Implications for Investors

Meta stock has materially de-rated throughout this saga. Over the past three years the stock has hovered around 20x earnings on a forward basis, peaking at 28x in mid-2020, with a trough of 14x at the Covid bottom in March 2020.

Today, the stock is at a paltry 12x forward earnings, its lowest valuation ever.

It’s a shame that Meta spent so much money acquiring shares at higher valuations. The optimism that 2021’s growth rate would persist and IDFA wouldn’t be much of a headwind led to record levels of buyback activity in Q4 of last year, just before the 50 percent drop in the stock price:

For investors, though, what matters is the future.

And here, the picture is complicated.

Meta will likely keep spending at least $12 billion per year in its Reality Labs, and losing similar amounts, for the foreseeable future. Zuck doesn’t envision its AR and VR headsets to become meaningful revenue contributors until the 2030s. He has, however, committed to keep growing the company’s overall profitability.

But how quickly will that profitability grow? While Facebook and Instagram continue to have engagement levels higher than pre-pandemic days, and its user base continues to grow overall—incredibly, given that Meta reported nearly 3 billion MAUs last quarter—there is a huge number of challenges facing the company:

  • Increased regulatory headwinds – how serious will DMA’s impact be?
  • Will Apple continue to tighten the ad-targeting noose with iOS 15/16?
  • How long will it take for Reels to monetize at Feed levels?
  • Will TikTok’s threat to engagement continue to grow?
  • How many quarters, or years, will it take for Meta to recover the lost signal for ad targeting?
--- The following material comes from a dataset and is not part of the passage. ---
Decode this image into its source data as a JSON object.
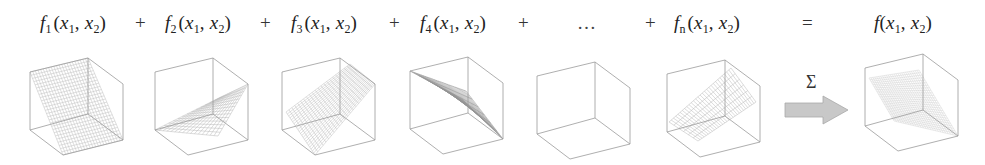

While 12x earnings feels low, it also seems appropriate for a company facing so many challenges, in a state of perpetual turnaround. Companies with very predictable earnings streams should, in theory, trade at higher multiples. Meta, on the other hand, is engaged in a never-ending game of whack-a-mole.

It is possible Meta will have a lid on its multiple until it can prove to be the steady grower it was previously.

This would be the bear case.

The bull case would be that Meta continues to have a strong balance sheet and enormous free cash flows (it generated nearly $40 billion last year and is expected to generate over $24 billion in the coming year).

If Zuck and Cox are successful in their exhortations for better and more ruthless execution, it’s not out of the realm of possibility that Meta fixes its issues more quickly than expected. Given the low entry multiple, if earnings grew in the mid-teens, the total return on the stock, long-term, would be over twenty percent compounded (assuming the multiple didn’t go even lower).

There’s not much to be done about Apple and regulators, but there’s a strong case to be made for banning TikTok.

With voting control of the company he co-founded, it’s on Zuck to prove he can get back on his streak of winning bets.